Andrew Martin

Counselling in Muswell Hill and Crouch End, North London

Counselling for Panic Attacks

Crouch End and Muswell Hill

Understanding Panic Attacks and Panic Disorder

What is a Panic Attack?

A panic attack is the name given to a frightening set of symptoms characterised by strong emotional feelings, physical sensations, and unpleasant thoughts.


The emotions are of strong fear, anxiety, or terror. These emotions are accompanied by physical sensations, such as increased heart rate, palpitations, chest pains, difficulty breathing, numbness, dizziness, dissociation, abdominal cramps, and dry mouth.

The unpleasant thoughts that can come during a panic attack include, “I’m going to pass out; my heart is going to explode; I’m going to have a heart attack or stroke; I’m going to suffocate; I’m going to soil myself in public; I’m going to be humiliated; I’m going mad; I’m going to die.”


Usually an attack will peak after 10 -15 minutes, with the worst of the symptoms calming down after that.


As with all anxiety issues, avoidance and safety behaviours are likely to surface. Sufferers will want to avoid the situations that might bring on the panic or where they would not want to have a panic attack, for example on public transport or in a place they fear they cannot escape from.


Many people will experience a panic attack in their lives, so having a panic attack does not mean you have panic disorder. Panic attacks are often seen in other kinds of anxiety disorder such as OCD, PTSD, or social phobia.

What is Panic Disorder?

To be diagnosed with panic disorder you have to have experienced at least four of the following symptoms:

  • Palpitations, pounding heart, or accelerated heart rate
  • Sweating
  • Trembling or shaking
  • Sensations of shortness of breath or smothering
  • A feeling of choking
  • Chest pain or discomfort
  • Nausea or abdominal distress
  • Feeling dizzy, unsteady, lightheaded, or faint
  • Feelings of unreality (derealisation) or being detached from oneself (depersonalization)
  • Fear of losing control or going crazy
  • Fear of dying
  • Numbness or tingling sensations (paresthesias)
  • Chills or hot flushes

Moreover, when people are suffering from panic disorder the attacks appear to come out of the blue, with no obvious trigger. The panic attacks have to be persistent, and the sufferer must have experienced fear of having another panic attack for at least one month.


The best way to define panic disorder, as distinguished from just a panic attack, is that it is strongly linked to the fear of having a panic attack. I like to think of it as a fear of fear.

Misinterpretation of normal symptoms:

If you remember the kinds of thoughts panic sufferers are likely to have, you can see one of the reasons that panic attacks turn into a full disorder.


Such thoughts are due to a misunderstanding or a misinterpretation of the unpleasant physical symptoms that are common when an attack occurs.


For instance, it is common to feel palpitations, a racing heart or chest pains when having a panic attack. This can be misunderstood by the sufferer as very convincing evidence that they are having a heart attack and are going to die. In fact, it is quite common for people to call an ambulance when they have a panic attack for the first time.

One thing that happens when someone is suffering from this “fear of fear” is that they start to focus more on physical sensations as a misguided way of protecting themselves.


For example, as a way of not allowing a heart attack to happen they are very aware of their heart rate. When their heart rate naturally goes up, after walking up a hill or perhaps while experiencing some mild anxiety about a required activity, they will notice the heart increase. This is likely to make them afraid: “Perhaps I am going to have a panic attack. Yes, my heart rate is definitely increasing.”


So a perfectly natural variation in heart rate, which most people would never notice or care about, leads to some quite frightening thoughts about an imminent panic attack. Unfortunately, this can become a vicious cycle in which the physical symptoms increase, the anxiety increases in its turn, and the physical sensations increase even further. The outcome for someone with panic disorder is that they then have a full-blown panic attack.

Strategies for treatment:

One key element of dealing with panic attacks is simply to look at the lifestyle factors that aggravate panic. This can be as simple as making changes to how you exercise, sleep, and relax, your alcohol consumption, recreational drug use, and nutrition.


There are two further key strategies for treating panic disorder which draw heavily on the concepts of behavioural and cognitive psychology. The first deals with reducing the symptoms and severity of a panic attack once it has started. This can be done with techniques based on relaxation, breathing, external focus and distraction. They are simple enough to learn, and with practice you can develop a tool that is truly useful when you think a panic attack is around the corner.

This is an important part of the treatment. However, the real meat of the treatment is based on how to reduce the likelihood of a panic attack happening in the first place.


This can be done by looking in more detail at the vicious cycle of how physical sensations, emotions, catastrophic thoughts, avoidance and safety-seeking behaviours all work together to dig you further into your panic disorder.


As with most anxiety treatments, it is challenging work, but I believe well worth your while. In future articles I will look in more detail at how to beat your panic disorder.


# [What is required]
Your answer should consist of the lines in the following data that contain "lightning".

# [Excerpts from a figure dataset]
──────────

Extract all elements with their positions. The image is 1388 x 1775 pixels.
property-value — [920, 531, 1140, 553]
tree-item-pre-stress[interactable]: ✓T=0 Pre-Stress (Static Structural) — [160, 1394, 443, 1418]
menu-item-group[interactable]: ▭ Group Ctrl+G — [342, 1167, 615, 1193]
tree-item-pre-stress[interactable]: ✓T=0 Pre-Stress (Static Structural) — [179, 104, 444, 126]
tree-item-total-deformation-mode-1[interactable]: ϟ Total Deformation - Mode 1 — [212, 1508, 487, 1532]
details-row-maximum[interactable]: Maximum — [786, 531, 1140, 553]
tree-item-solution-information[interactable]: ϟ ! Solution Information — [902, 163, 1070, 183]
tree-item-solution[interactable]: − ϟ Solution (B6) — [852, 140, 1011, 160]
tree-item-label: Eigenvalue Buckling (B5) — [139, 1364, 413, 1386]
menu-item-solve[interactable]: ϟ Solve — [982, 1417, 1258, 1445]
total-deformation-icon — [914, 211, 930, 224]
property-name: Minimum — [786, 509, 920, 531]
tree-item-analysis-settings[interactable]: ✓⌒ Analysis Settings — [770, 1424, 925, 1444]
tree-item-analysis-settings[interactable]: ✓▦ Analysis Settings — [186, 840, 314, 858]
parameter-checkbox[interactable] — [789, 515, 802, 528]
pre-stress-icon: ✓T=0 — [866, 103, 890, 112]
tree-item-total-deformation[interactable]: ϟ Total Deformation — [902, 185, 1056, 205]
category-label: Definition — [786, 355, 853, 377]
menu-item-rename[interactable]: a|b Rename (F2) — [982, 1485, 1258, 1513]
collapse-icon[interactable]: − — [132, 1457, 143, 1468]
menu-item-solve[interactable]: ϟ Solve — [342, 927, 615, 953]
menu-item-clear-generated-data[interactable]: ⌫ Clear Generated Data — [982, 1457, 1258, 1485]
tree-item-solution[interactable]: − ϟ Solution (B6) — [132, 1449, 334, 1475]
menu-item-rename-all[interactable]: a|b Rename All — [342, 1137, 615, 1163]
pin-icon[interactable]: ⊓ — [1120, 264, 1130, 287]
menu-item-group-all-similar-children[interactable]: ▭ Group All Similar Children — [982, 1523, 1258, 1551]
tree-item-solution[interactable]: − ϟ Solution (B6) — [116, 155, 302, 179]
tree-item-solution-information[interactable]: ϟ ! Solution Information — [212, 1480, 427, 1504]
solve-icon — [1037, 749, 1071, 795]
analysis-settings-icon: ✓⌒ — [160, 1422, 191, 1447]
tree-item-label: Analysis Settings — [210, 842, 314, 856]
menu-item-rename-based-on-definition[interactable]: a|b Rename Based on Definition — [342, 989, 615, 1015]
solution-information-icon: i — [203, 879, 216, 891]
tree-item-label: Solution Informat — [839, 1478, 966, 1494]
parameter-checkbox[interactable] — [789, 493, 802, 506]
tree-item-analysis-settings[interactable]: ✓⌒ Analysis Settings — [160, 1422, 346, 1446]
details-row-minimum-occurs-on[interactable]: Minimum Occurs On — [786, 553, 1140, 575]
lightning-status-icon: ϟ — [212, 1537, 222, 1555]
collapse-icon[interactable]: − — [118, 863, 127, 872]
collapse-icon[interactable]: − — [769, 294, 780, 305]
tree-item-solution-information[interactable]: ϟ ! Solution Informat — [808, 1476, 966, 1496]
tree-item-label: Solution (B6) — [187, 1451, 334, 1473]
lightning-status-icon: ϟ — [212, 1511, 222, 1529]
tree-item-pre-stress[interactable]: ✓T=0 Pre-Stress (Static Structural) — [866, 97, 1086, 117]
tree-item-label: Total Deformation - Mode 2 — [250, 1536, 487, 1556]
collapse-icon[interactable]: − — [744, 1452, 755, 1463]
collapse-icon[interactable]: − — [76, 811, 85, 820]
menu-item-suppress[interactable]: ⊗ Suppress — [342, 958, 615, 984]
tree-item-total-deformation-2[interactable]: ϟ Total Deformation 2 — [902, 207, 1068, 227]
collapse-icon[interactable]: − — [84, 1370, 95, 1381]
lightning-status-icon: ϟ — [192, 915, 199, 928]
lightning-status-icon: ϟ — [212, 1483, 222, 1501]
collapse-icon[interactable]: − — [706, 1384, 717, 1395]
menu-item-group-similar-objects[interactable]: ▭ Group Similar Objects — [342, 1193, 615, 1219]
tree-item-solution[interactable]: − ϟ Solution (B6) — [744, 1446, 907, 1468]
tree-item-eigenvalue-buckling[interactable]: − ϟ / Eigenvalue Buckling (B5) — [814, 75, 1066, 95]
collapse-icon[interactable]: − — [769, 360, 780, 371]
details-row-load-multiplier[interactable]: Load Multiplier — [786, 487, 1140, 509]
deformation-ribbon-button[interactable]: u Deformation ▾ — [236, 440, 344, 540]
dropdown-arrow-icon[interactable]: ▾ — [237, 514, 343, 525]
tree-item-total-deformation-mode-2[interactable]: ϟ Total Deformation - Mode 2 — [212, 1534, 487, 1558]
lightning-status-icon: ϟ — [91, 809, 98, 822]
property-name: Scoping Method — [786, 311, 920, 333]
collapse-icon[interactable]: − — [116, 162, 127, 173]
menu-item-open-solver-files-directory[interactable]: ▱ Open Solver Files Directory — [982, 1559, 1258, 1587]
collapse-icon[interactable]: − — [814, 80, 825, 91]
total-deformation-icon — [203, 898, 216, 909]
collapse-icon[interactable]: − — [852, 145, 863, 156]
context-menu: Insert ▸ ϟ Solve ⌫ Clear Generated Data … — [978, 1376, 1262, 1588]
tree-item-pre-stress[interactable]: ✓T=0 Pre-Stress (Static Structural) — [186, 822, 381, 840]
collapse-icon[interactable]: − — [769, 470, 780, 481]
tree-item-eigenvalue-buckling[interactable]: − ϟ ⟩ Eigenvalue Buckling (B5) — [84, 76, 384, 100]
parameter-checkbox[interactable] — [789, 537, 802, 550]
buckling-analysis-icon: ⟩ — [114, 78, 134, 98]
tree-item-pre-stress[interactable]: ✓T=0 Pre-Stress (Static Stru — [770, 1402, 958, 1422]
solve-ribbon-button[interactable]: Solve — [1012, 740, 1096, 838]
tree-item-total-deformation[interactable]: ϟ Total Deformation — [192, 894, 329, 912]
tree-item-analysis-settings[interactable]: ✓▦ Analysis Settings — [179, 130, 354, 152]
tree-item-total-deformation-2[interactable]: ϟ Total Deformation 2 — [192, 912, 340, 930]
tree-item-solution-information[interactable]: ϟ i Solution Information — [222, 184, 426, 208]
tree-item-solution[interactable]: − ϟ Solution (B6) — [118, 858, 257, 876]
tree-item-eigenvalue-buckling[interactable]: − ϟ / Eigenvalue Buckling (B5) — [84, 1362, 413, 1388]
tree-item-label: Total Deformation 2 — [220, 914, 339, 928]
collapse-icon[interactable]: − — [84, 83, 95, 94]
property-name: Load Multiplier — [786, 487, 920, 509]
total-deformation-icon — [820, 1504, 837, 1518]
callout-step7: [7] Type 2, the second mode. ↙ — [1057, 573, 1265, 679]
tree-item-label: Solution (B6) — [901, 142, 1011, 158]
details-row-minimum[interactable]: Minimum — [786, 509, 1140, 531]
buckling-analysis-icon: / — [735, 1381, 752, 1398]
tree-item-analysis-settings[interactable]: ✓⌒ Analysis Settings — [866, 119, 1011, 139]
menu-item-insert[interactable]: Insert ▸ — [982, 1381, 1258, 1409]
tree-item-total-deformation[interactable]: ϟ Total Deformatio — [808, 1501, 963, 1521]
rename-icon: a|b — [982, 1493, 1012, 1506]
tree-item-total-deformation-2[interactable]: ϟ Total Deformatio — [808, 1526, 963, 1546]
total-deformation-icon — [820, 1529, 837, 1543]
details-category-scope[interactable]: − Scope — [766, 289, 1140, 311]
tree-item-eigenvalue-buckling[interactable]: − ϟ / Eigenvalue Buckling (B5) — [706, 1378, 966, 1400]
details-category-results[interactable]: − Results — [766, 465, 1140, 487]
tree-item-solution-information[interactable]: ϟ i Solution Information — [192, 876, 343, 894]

──────────

# [Result of this task]
lightning-status-icon: ϟ — [212, 1537, 222, 1555]
lightning-status-icon: ϟ — [212, 1511, 222, 1529]
lightning-status-icon: ϟ — [192, 915, 199, 928]
lightning-status-icon: ϟ — [212, 1483, 222, 1501]
lightning-status-icon: ϟ — [91, 809, 98, 822]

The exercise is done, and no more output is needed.